To establish something right up front: I think M. Night Shyamalan is a talented filmmaker.
Visually, his films look great. He has a feel for getting good performances out of his actors. He also has a good feel for bringing little bits of humor to otherwise-serious stories. And each of his movies are rife with solid, well-crafted sequences.
They are also the kind of stories that I like to tell. Ordinary people, trying to deal with a fantasy twist that is thrown at them.
The problem with M. Night is that he is only as good as his screenplays. And as a screenwriter, quite frankly, he's getting worse.
The famous story about M. Night is that it took him 10 drafts of The Sixth Sense to get it right, and it wasn't until the 5th draft that he came up with the twist involving Bruce Willis' character.
Unfortunately, with The Sixth Sense came fame, and with fame came the ability to not need to do ten drafts any more, if he didn't want to. So every movie he does, the scripts just get shakier and shakier.
Unbreakable? Maybe he did 4 drafts. The script held together pretty well, until a third act that didn't go much of anywhere, and one of the worst actual endings I've ever seen.
Signs? Feels like a 3-drafter. Some good bits here (love Joaquin Phoenix freaking out to the bad footage of the alien on TV), but the idea that you need a dying woman to pass along a message that you might want to hit an alien with a baseball bat is really rather eye-rolling.
The Village. A two-drafter, all the way. Potentially-interesting idea, poorly executed story-wise.
Lady In The Water? You guessed it. It feels like a first draft all the way.
It's not giving anything away at all to tell you that M. Night even opens the story up by pretty much telling you where it is going; literally, before we meet any actors, we learn of these humanoid sea creatures, and the knowledge that they need to pass on to people, and that there these wolf creatures want to kill them.
Pretty basic set-up, given to you right up front.
Still, so much early exposition (complete with rudimentary drawings) is an early sign of this script's major, major problem -- M. Night's story here is needlessly overcomplicated.
Not only does he have way too much info that has to be established, but when he does get the lore and the rules laid out, they still don't make much sense.
The whole script just feels incredibly contrived, like he's making it up as he goes along, and it's frustrating as hell, because we want to like this movie.
Paul Giamatti is appealing (as always), the fairy tale feel adds some nice touches, the world of this apartment complex is well-drawn, and there are enough good ideas floating around here to show the solid movie that it could have been. Even M. Night, playing a supporting role, is actually decent as an actor.
(Despite how the commercials are selling this, however, it's not a horror movie. Or much of a thriller. And don't get me started on how incredibly ineffective the evil in this movie is, or the awful deus ex machina ending).
But this has to be one of the worst-executed plots that I've seen in a long time. M. Night seems to realize the problems, too; he works overtime trying to make the exposition entertaining, and tries to have fun with the idea of the characters trying to figure out the "rules" of the fantasy that they have found themselves dropped into.
But the rules don't really make any sense. The story feels slapped together, so much so that we are never satisfied by much of it, because it relies too much on cheats, and on pure contrivance, and on the characters being driven by a fear of creatures that never actually seem to attack much, or with much credible logic.
M. Night also drops in a truly awful subplot involving a character who is a movie critic, who over-analyzes the storyline as the film is going on. All of this reminding of formulaic storytelling just serves to further make one realize how badly manufactured this particular story is.
And I have no idea -- none -- why M. Night felt further inspired to name the female lead "Story".
A recent Entertainment Weekly excerpt (from a book coming out about M. Night's making this movie) details why Disney didn't make this film; Nina Jacobsen had a list of valid complaints about the script, and rather than address the gaping story flaws, M. Night just took it to Warner Brothers, who basically gave him his budget and let him make the movie he wanted to without giving them any of those pesky things called notes.
If you are a filmmaker, that's a dream scenario. Unfortunately, you still have to be able to pull it off. And M. Night simply doesn't. It's frustrating, because again the man has filmmaking skills.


▶ [Problem to work on]
Your answer must contain each line of the listing in which "Flexor" appears, copied in full.

▶ [Provided records]

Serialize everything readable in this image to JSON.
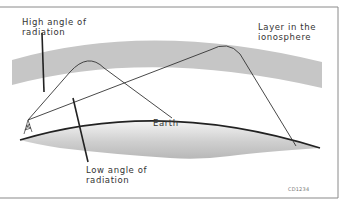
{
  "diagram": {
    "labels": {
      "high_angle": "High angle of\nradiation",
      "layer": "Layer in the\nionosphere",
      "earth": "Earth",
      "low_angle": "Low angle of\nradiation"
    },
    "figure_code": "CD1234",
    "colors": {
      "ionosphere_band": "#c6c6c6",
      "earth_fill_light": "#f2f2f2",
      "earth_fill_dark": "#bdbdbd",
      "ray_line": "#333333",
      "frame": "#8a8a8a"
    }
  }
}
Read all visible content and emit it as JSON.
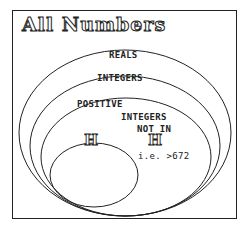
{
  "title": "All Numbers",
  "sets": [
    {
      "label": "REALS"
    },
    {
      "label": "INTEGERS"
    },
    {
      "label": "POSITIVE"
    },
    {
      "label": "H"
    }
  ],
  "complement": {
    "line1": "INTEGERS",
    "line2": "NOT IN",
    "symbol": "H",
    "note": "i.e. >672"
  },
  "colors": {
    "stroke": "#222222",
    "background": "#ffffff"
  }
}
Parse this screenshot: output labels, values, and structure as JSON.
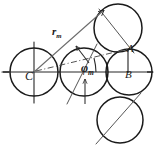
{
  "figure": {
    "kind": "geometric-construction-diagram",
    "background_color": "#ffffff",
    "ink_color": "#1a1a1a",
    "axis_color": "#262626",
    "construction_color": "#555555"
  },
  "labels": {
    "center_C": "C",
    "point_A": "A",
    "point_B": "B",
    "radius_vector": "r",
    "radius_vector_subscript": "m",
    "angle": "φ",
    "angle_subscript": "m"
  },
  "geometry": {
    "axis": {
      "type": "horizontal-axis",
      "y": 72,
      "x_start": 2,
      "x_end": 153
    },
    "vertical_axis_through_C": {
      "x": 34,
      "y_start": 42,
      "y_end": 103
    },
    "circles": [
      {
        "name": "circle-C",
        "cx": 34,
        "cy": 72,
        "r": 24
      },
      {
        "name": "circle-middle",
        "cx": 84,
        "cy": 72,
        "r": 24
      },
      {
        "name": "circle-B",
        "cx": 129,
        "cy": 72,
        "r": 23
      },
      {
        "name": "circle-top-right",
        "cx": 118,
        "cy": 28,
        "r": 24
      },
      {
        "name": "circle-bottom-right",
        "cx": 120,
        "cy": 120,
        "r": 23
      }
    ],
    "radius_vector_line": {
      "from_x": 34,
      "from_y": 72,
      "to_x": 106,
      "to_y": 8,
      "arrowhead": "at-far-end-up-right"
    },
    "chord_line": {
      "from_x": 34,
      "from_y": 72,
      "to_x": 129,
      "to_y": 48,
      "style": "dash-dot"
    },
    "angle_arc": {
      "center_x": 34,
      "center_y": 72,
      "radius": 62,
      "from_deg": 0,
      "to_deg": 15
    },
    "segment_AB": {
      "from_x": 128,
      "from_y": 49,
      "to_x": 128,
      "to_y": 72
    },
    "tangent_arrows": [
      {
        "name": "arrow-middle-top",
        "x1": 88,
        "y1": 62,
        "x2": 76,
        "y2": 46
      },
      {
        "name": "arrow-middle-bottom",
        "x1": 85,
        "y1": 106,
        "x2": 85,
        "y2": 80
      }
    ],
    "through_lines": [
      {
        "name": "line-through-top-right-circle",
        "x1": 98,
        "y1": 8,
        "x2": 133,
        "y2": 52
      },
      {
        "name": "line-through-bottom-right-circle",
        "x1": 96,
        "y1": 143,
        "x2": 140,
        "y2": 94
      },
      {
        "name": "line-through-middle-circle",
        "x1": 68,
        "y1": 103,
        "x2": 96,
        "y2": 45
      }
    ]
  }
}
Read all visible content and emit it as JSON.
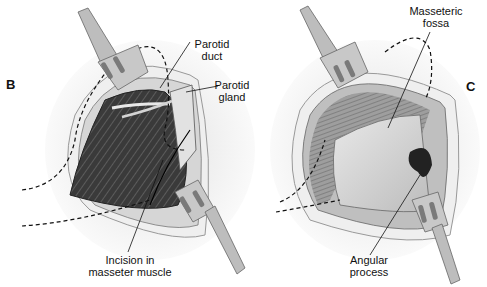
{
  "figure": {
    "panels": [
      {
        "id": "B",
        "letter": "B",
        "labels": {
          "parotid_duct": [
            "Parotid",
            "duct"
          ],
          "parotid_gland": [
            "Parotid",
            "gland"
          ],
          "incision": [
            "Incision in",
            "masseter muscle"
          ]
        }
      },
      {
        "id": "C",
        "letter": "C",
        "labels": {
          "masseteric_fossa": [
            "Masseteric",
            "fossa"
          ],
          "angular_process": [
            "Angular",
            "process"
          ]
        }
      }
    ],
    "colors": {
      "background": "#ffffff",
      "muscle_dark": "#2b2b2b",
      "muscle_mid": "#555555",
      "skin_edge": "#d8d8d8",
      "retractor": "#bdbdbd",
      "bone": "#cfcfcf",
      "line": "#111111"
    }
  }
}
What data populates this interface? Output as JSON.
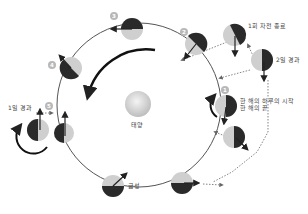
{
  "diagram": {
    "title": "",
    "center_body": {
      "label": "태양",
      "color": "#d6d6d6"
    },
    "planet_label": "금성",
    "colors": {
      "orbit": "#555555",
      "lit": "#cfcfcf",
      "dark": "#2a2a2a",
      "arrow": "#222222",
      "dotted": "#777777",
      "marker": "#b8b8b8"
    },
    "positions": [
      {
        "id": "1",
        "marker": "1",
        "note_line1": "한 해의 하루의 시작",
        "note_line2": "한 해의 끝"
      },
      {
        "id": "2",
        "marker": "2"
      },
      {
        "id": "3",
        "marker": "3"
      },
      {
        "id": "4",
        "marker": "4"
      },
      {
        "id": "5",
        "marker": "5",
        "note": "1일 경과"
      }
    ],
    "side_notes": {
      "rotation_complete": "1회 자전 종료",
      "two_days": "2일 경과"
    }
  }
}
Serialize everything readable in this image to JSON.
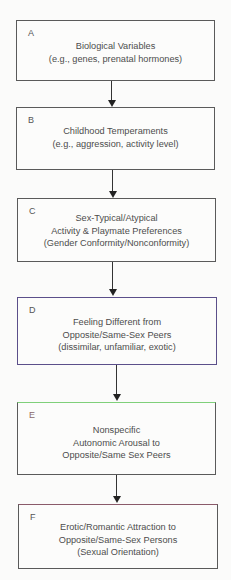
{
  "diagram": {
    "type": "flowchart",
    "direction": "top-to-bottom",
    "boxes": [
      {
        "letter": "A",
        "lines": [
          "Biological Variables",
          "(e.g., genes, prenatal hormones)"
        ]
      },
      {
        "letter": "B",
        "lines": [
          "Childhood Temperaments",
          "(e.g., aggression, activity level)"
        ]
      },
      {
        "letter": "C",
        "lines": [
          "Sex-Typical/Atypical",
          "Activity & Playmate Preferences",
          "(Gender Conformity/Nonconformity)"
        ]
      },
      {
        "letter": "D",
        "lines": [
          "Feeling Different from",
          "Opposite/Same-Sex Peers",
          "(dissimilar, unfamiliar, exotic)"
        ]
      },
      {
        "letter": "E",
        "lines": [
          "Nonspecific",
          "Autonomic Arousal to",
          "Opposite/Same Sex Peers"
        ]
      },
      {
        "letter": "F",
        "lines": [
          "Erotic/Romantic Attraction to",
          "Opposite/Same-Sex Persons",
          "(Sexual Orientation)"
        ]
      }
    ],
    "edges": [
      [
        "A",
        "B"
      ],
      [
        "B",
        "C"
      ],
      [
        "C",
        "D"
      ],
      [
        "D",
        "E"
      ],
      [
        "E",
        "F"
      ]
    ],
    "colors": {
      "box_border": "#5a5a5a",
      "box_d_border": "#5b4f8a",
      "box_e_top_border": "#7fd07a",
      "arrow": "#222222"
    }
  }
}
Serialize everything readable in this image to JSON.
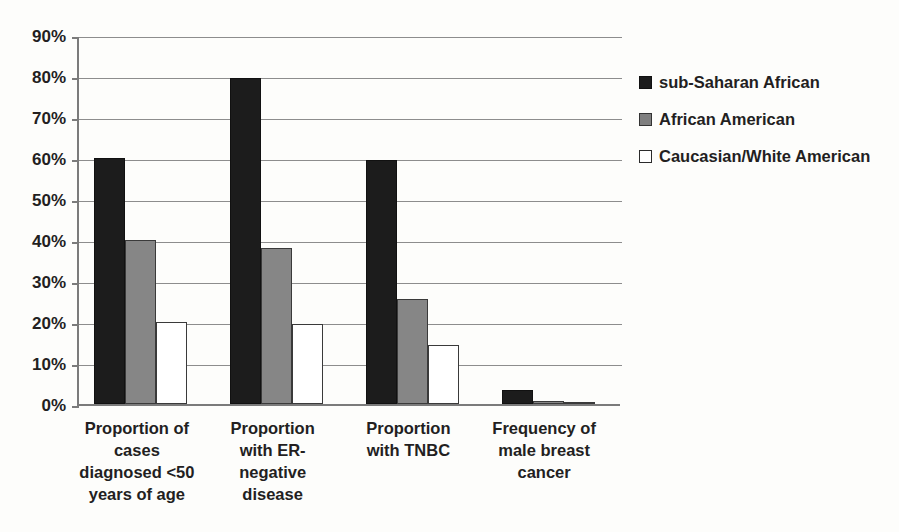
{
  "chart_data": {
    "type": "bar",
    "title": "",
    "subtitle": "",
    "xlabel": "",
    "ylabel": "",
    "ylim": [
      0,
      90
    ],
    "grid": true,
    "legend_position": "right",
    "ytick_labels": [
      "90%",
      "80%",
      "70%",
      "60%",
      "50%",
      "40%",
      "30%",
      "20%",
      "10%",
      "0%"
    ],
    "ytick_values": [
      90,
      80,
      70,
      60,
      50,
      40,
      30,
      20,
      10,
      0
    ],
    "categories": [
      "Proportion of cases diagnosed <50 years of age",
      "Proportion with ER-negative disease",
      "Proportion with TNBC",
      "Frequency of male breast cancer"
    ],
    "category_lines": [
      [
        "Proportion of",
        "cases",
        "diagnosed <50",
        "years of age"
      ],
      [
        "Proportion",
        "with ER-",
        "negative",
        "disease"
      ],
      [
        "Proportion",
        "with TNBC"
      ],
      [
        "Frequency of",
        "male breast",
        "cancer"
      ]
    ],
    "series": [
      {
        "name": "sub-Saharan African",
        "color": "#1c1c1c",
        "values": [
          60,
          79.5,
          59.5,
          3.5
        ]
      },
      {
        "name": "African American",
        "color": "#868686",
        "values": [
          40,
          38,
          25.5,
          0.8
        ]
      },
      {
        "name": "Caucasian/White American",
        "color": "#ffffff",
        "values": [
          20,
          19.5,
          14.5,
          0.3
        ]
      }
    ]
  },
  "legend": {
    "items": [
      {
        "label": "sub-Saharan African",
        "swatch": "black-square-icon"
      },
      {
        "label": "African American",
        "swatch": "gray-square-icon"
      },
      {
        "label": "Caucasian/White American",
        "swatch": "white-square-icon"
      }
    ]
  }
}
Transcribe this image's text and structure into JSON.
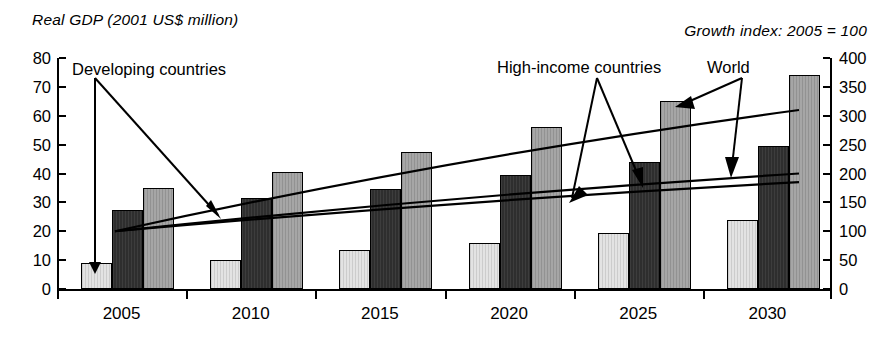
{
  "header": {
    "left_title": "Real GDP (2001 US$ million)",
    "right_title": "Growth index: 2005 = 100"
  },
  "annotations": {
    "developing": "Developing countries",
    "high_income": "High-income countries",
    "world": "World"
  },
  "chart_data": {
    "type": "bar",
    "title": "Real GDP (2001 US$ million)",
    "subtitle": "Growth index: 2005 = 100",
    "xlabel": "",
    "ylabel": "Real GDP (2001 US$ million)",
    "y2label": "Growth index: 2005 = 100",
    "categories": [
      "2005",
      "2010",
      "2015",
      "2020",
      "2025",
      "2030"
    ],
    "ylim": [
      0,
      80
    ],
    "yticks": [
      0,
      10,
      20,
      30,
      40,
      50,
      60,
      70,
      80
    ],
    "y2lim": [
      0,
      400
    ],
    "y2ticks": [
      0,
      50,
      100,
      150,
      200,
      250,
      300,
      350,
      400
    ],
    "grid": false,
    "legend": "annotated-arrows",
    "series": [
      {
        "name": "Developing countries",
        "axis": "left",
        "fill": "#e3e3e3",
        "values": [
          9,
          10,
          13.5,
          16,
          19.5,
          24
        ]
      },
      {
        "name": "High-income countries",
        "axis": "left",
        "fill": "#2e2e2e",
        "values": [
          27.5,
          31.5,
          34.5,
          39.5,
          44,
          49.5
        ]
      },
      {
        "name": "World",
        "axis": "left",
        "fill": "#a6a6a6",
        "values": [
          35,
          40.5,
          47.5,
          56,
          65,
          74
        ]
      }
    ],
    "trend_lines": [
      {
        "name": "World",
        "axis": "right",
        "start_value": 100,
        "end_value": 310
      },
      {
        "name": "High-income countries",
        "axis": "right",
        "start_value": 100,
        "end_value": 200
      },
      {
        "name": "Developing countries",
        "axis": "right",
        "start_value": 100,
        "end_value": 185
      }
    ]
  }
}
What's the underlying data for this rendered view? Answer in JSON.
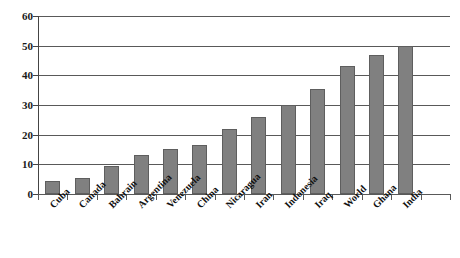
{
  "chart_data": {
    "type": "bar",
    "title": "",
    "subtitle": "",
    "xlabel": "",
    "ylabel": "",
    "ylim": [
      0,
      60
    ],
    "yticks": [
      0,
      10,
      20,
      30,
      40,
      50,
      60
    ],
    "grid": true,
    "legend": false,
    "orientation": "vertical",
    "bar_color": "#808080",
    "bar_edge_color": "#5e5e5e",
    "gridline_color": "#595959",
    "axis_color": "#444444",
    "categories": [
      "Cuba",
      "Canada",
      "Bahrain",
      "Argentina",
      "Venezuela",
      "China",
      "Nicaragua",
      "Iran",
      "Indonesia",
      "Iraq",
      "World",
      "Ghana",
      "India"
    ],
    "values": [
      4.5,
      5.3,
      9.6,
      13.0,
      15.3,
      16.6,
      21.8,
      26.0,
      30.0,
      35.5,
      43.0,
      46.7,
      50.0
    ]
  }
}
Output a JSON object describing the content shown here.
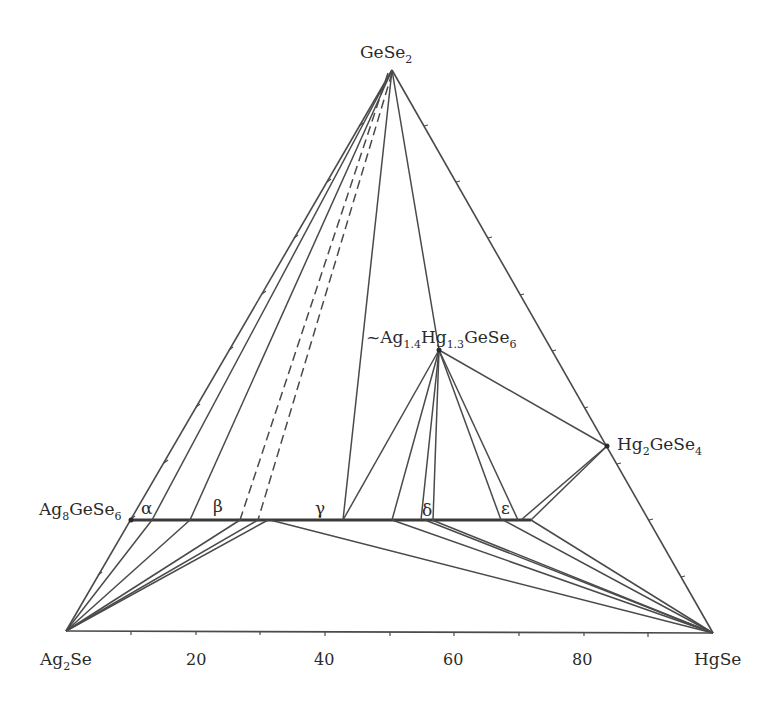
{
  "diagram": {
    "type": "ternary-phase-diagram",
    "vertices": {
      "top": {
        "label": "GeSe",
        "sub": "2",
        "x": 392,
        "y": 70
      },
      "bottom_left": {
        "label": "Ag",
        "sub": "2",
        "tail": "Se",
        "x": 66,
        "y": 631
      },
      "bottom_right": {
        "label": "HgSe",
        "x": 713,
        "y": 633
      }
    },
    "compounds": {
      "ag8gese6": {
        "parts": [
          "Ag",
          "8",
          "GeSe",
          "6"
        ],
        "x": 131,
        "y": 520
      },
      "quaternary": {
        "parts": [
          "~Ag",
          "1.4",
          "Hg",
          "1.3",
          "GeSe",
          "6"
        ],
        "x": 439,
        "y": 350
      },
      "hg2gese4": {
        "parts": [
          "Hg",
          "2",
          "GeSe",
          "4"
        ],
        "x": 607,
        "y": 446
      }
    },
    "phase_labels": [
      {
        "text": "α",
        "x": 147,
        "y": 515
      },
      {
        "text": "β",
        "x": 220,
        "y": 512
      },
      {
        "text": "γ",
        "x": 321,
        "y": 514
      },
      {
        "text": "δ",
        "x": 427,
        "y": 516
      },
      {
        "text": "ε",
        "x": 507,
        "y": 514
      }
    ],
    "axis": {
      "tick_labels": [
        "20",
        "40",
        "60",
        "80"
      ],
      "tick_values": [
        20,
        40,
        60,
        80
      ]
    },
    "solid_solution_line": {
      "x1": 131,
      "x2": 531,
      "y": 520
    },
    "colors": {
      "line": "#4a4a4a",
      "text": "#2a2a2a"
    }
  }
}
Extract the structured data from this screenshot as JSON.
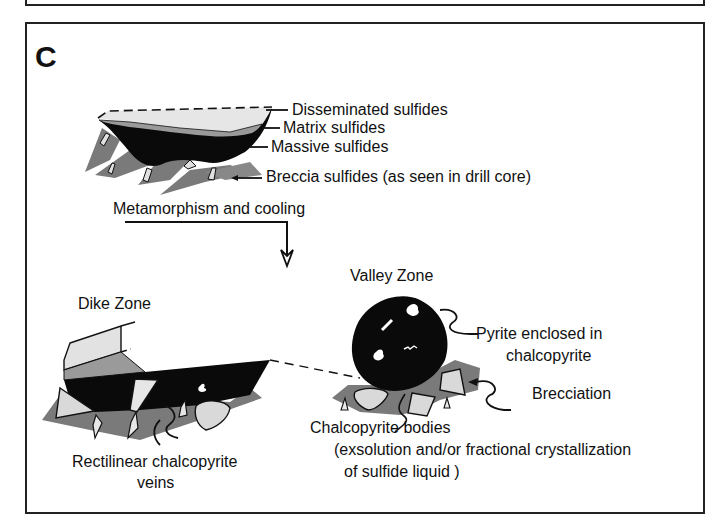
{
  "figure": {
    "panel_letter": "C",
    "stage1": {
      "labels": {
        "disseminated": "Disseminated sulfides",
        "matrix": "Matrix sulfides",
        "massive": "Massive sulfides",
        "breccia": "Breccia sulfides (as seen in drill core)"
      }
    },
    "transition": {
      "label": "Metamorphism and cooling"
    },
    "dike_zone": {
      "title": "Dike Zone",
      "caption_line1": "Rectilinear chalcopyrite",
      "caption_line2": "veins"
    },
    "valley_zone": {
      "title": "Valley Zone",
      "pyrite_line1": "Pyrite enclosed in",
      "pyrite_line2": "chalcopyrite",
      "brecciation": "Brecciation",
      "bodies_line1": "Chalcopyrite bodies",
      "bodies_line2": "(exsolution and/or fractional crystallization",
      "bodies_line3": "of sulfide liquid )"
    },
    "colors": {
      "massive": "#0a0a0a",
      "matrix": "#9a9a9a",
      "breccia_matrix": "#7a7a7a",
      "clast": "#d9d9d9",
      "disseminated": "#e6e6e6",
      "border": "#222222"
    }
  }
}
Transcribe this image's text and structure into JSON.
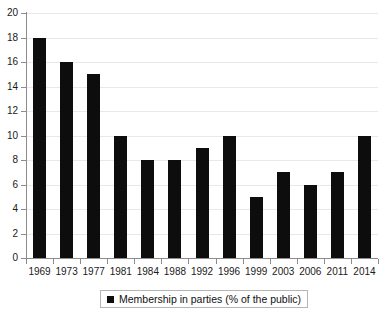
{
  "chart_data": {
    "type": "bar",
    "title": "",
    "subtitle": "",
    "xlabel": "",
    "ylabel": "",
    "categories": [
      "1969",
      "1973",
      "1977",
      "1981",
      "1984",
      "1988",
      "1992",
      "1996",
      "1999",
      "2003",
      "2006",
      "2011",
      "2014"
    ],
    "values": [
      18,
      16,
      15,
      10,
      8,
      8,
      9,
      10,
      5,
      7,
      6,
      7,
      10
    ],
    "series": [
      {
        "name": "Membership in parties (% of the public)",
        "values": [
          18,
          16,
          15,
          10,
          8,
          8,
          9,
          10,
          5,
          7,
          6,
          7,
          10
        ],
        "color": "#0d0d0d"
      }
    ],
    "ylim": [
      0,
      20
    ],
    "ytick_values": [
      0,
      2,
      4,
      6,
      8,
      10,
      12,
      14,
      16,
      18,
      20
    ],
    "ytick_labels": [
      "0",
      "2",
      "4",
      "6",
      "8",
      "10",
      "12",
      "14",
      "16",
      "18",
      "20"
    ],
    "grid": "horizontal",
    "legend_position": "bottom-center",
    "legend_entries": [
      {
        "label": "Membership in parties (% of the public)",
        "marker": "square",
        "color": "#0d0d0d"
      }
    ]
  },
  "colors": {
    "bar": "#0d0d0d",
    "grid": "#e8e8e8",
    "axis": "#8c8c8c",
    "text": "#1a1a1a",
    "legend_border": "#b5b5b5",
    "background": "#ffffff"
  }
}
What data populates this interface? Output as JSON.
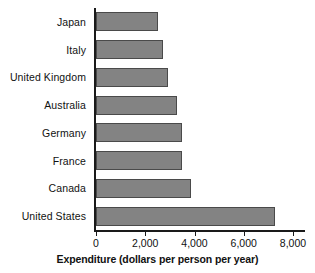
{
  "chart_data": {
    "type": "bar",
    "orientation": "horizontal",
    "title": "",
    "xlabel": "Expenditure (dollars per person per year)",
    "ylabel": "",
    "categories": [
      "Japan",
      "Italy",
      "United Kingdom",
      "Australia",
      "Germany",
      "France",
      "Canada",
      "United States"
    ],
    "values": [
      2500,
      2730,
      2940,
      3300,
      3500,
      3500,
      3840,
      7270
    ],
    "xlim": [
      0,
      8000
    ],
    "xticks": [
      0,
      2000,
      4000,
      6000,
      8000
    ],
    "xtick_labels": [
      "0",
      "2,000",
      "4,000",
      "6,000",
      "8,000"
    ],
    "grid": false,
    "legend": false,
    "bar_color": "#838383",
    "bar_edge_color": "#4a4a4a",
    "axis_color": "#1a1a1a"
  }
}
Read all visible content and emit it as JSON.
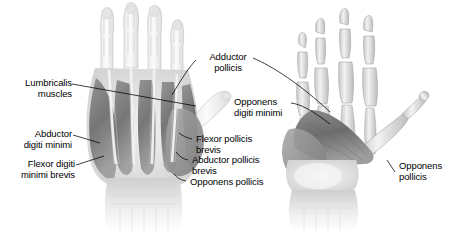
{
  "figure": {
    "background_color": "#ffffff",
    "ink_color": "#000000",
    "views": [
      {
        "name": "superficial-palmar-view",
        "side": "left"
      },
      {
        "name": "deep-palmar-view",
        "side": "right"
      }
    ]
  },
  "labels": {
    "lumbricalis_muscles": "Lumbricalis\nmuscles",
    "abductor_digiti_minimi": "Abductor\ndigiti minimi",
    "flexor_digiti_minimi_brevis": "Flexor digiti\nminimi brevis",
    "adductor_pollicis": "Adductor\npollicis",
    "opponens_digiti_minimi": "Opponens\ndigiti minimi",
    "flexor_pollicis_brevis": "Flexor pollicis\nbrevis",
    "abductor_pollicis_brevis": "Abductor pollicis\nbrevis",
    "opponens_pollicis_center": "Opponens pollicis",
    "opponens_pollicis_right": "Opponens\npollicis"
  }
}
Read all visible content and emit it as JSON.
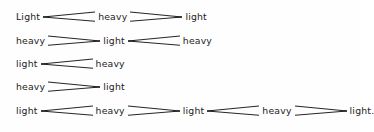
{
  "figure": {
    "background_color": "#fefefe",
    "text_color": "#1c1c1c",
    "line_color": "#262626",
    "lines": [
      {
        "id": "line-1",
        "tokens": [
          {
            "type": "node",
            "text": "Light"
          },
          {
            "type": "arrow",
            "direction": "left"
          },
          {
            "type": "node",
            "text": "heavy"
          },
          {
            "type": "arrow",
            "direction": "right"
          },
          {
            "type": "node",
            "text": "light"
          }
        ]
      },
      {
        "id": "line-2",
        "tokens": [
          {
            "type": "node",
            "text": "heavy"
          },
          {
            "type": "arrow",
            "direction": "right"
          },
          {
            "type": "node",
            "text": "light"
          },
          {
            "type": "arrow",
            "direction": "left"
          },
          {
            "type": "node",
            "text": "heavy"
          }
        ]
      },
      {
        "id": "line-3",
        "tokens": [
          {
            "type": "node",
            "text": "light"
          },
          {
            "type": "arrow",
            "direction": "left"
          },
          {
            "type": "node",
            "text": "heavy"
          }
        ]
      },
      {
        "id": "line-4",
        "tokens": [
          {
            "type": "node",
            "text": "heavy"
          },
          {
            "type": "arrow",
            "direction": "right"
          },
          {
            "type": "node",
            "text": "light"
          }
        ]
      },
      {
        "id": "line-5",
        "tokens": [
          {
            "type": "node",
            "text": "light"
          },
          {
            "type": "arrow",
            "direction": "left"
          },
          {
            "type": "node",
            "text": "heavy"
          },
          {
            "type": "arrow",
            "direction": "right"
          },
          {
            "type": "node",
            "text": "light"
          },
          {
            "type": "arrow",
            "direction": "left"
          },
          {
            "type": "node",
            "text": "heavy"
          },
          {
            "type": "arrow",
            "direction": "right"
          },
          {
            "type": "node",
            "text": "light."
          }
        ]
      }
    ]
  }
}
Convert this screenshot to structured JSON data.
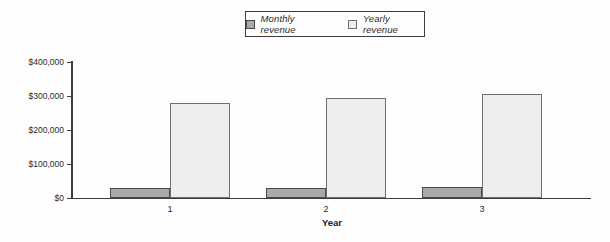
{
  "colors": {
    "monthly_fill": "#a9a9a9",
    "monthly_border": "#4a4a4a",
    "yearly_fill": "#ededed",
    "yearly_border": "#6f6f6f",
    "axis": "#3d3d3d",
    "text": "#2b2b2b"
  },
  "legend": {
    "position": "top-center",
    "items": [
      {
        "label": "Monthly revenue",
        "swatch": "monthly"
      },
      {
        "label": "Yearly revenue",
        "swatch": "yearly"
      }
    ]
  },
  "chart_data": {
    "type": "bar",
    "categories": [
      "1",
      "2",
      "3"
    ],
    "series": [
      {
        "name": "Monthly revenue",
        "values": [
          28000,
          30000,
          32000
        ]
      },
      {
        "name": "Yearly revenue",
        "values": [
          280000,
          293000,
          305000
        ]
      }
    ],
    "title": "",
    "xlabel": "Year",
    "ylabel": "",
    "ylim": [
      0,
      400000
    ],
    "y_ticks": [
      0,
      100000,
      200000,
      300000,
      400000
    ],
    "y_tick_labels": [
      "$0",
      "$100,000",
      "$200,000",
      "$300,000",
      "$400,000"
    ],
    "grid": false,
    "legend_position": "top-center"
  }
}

▶ [Solution for this task]
    "flexor_digiti_minimi_brevis": "Flexor digiti\nminimi brevis",
    "flexor_pollicis_brevis": "Flexor pollicis\nbrevis",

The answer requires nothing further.